Browsing: FM72

Students, faculty and staff manned a prayer tent around the clock during FM72 for attendees to pray and worship anytime. Additionally, students of all denominations gathered each night for a special time of worship and a message, according to Director of Operations Anna Webb.

Beginning Sunday, Baylor students will gather on Fountain Mall for FM72, a 72-hour event marked by continuous prayer, worship and outreach. Running through Wednesday, the annual tradition invites students to step away from their routines and participate in what organizers describe as a sustained spiritual focus on revival and renewal.

In a campus culture rooted in outward displays of faith, it can be easy to feel like faith needs to be loud and performative to be seen as genuine.

FM72 is an annual tradition where members of the Baylor community and beyond gather on Fountain Mall for 72 hours of prayer, worship, scripture readings and more. Beginning in 2018, FM72 has seen a nationwide impact, helping develop ministries such as Passion and the Journeyman Mission Program.

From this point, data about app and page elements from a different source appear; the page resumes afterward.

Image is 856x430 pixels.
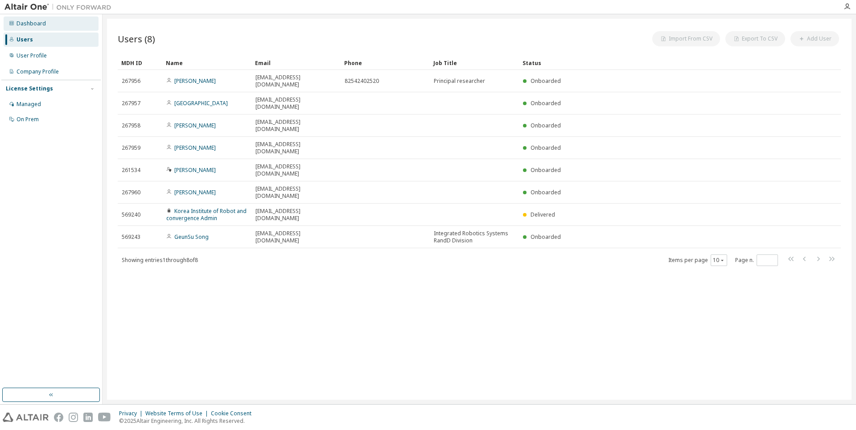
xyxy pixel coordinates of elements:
span: 82542402520 [344,78,379,85]
span: Items per page [668,254,727,266]
div: User Profile [16,52,47,59]
div: Cookie Consent [211,410,257,417]
div: Privacy [119,410,145,417]
div: Users [16,36,33,43]
span: 267960 [122,189,140,196]
span: Onboarded [530,122,561,129]
div: License Settings [6,85,53,92]
div: Name [166,56,248,70]
span: Integrated Robotics Systems RandD Division [434,230,515,244]
span: 569243 [122,233,140,241]
button: Export To CSV [725,31,785,46]
span: [EMAIL_ADDRESS][DOMAIN_NAME] [255,74,336,88]
div: Dashboard [16,20,46,27]
div: Job Title [433,56,515,70]
span: 267959 [122,144,140,151]
span: Page n. [735,254,778,266]
div: Managed [16,101,41,108]
div: Company Profile [16,68,59,75]
span: [EMAIL_ADDRESS][DOMAIN_NAME] [255,96,336,111]
div: MDH ID [121,56,159,70]
span: 267957 [122,100,140,107]
img: facebook.svg [54,413,63,422]
span: 569240 [122,211,140,218]
span: [EMAIL_ADDRESS][DOMAIN_NAME] [255,163,336,177]
button: 10 [712,257,725,264]
a: [GEOGRAPHIC_DATA] [174,99,228,107]
button: Add User [790,31,839,46]
span: Onboarded [530,233,561,241]
div: Status [522,56,794,70]
span: [EMAIL_ADDRESS][DOMAIN_NAME] [255,230,336,244]
img: instagram.svg [69,413,78,422]
span: [EMAIL_ADDRESS][DOMAIN_NAME] [255,185,336,200]
span: Users (8) [118,33,155,45]
span: Delivered [530,211,555,218]
span: Showing entries 1 through 8 of 8 [122,256,198,264]
span: Onboarded [530,188,561,196]
span: Principal researcher [434,78,485,85]
a: [PERSON_NAME] [174,77,216,85]
img: linkedin.svg [83,413,93,422]
a: [PERSON_NAME] [174,188,216,196]
span: [EMAIL_ADDRESS][DOMAIN_NAME] [255,119,336,133]
span: Onboarded [530,144,561,151]
span: 267956 [122,78,140,85]
p: © 2025 Altair Engineering, Inc. All Rights Reserved. [119,417,257,425]
button: Import From CSV [652,31,720,46]
div: Phone [344,56,426,70]
span: 261534 [122,167,140,174]
div: Website Terms of Use [145,410,211,417]
span: Onboarded [530,166,561,174]
a: Korea Institute of Robot and convergence Admin [166,207,246,222]
span: [EMAIL_ADDRESS][DOMAIN_NAME] [255,208,336,222]
div: On Prem [16,116,39,123]
div: Email [255,56,337,70]
a: [PERSON_NAME] [174,166,216,174]
img: altair_logo.svg [3,413,49,422]
span: [EMAIL_ADDRESS][DOMAIN_NAME] [255,141,336,155]
img: youtube.svg [98,413,111,422]
a: [PERSON_NAME] [174,144,216,151]
img: Altair One [4,3,116,12]
a: GeunSu Song [174,233,209,241]
span: Onboarded [530,99,561,107]
span: Onboarded [530,77,561,85]
span: 267958 [122,122,140,129]
a: [PERSON_NAME] [174,122,216,129]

One of the most important things to remember is that the revival doesn’t only exist in “thin spaces” or events that ignite this passion among our generation of believers. The moments and the time after are what truly matter. It is easy to live stagnant, knowing and trusting God’s plan for you, but there are no limits, and there should never be a point at which you stop actively pursuing your faith.

A lot of us may embrace and engage in the large prayer tent on Fountain Mall and various conversations surrounding the three-day Christianpalooza, also known as FM72. There is beauty in having a space for that on a college campus. However, this is one of numerous examples of public, almost performative, Christianity at Baylor.

In 1945, a group of Baylor students began leading a series of worship gatherings that came to be known as the Waco Youth Revivals. The meetings sparked a nationwide Youth Revival Movement that is registered as one of the largest student-led revivals in American history. Today, FM72 leaders believe God can “do it again.”

Holloway, like other Gen Z Christians, grew up in a cultural environment that sees digitization and documentation as core values. This is the “pics or it didn’t happen” generation, a mantra that has rubbed some church leaders the wrong way.